**What the task asks:**
Begin the copy at the line containing "Describe the element at coordinates (181, 246)" in the data below and end it at the line containing "pyautogui.click(x=<x>, y=<y>)", keeping each line exact and leaving out pictures.

**Record extracts:**
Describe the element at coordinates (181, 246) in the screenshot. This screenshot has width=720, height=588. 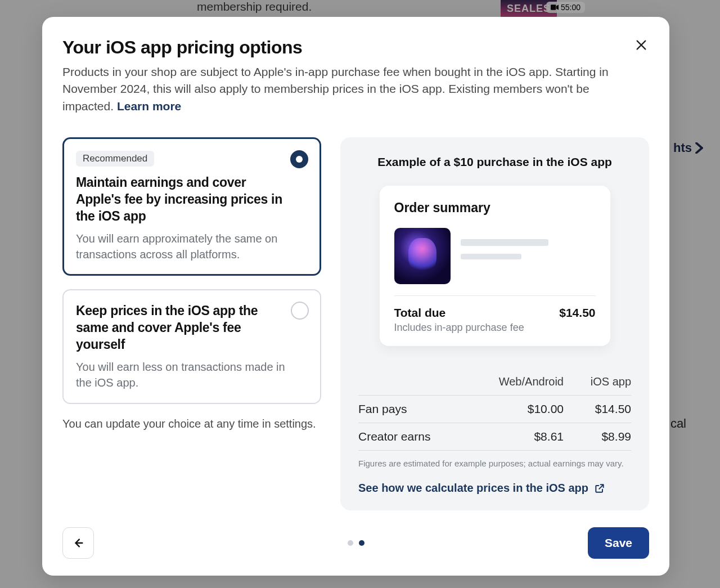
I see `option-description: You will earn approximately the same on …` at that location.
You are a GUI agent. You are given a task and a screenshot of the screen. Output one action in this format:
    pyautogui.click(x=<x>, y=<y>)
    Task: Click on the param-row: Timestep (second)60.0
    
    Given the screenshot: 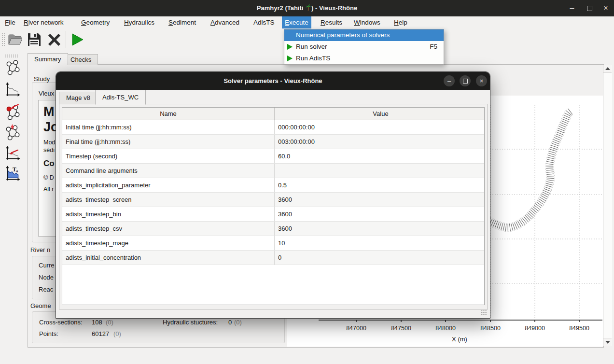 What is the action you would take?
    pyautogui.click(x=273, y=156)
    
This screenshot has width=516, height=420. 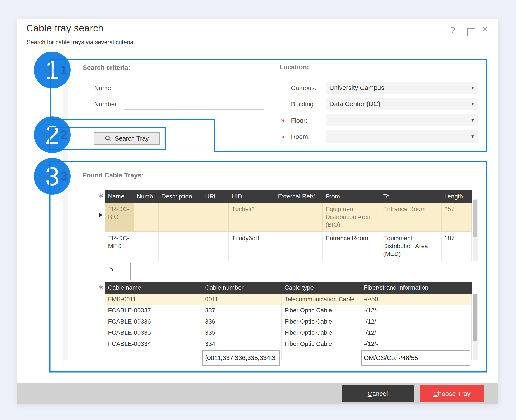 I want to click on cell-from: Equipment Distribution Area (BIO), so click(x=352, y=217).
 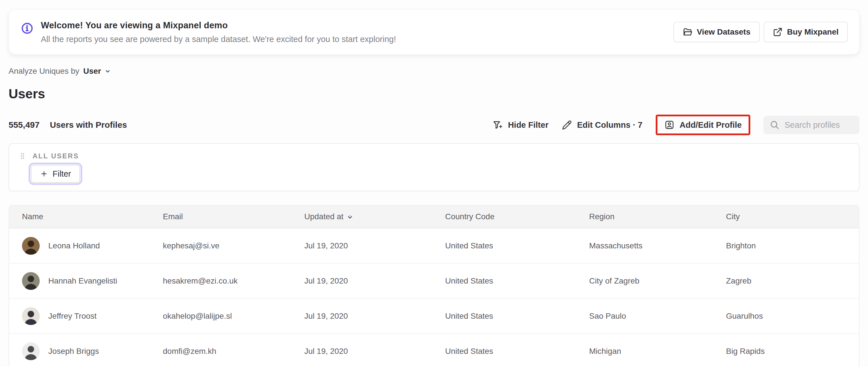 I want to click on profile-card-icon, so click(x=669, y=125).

...

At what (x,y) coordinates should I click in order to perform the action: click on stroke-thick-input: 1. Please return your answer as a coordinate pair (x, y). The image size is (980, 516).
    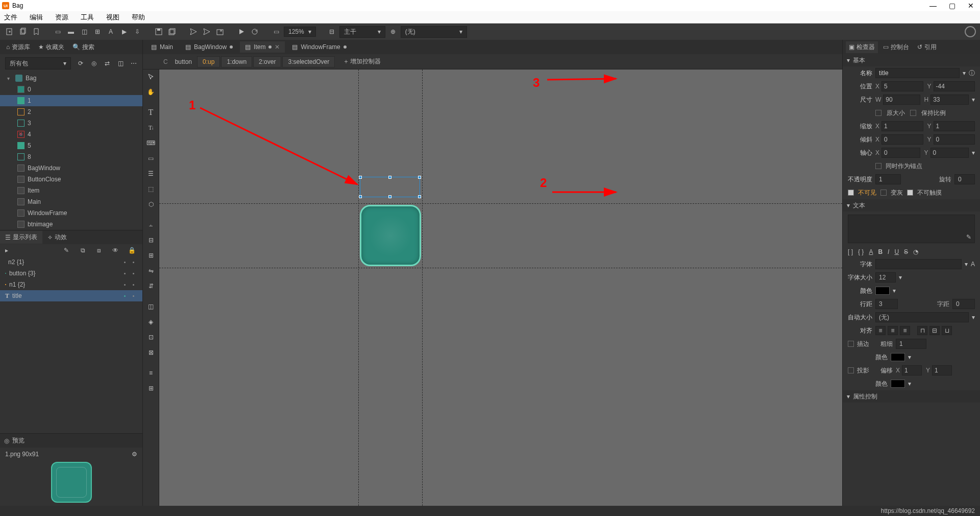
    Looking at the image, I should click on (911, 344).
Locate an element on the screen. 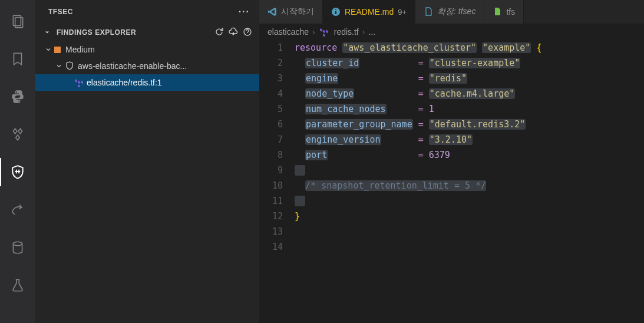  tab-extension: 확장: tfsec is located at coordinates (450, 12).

--

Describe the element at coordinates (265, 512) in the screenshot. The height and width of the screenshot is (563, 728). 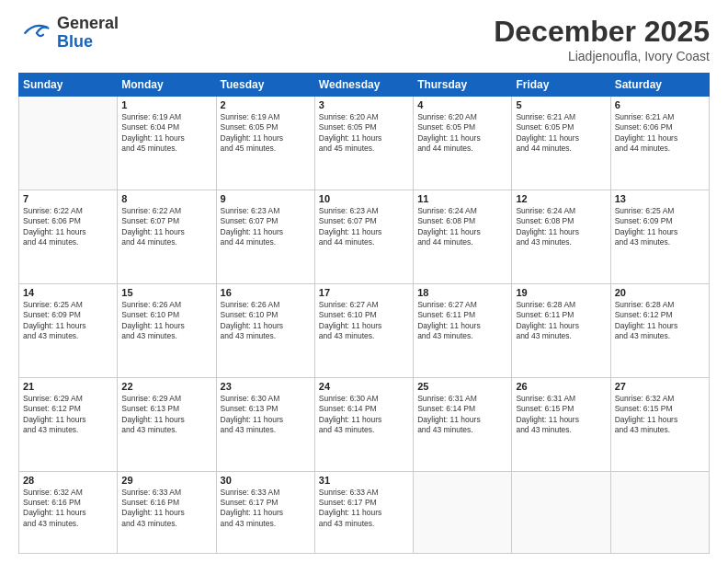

**Solved exercise:**
Describe the element at coordinates (181, 246) in the screenshot. This screenshot has width=720, height=588. 
I see `option-description: You will earn approximately the same on …` at that location.
You are a GUI agent. You are given a task and a screenshot of the screen. Output one action in this format:
    pyautogui.click(x=<x>, y=<y>)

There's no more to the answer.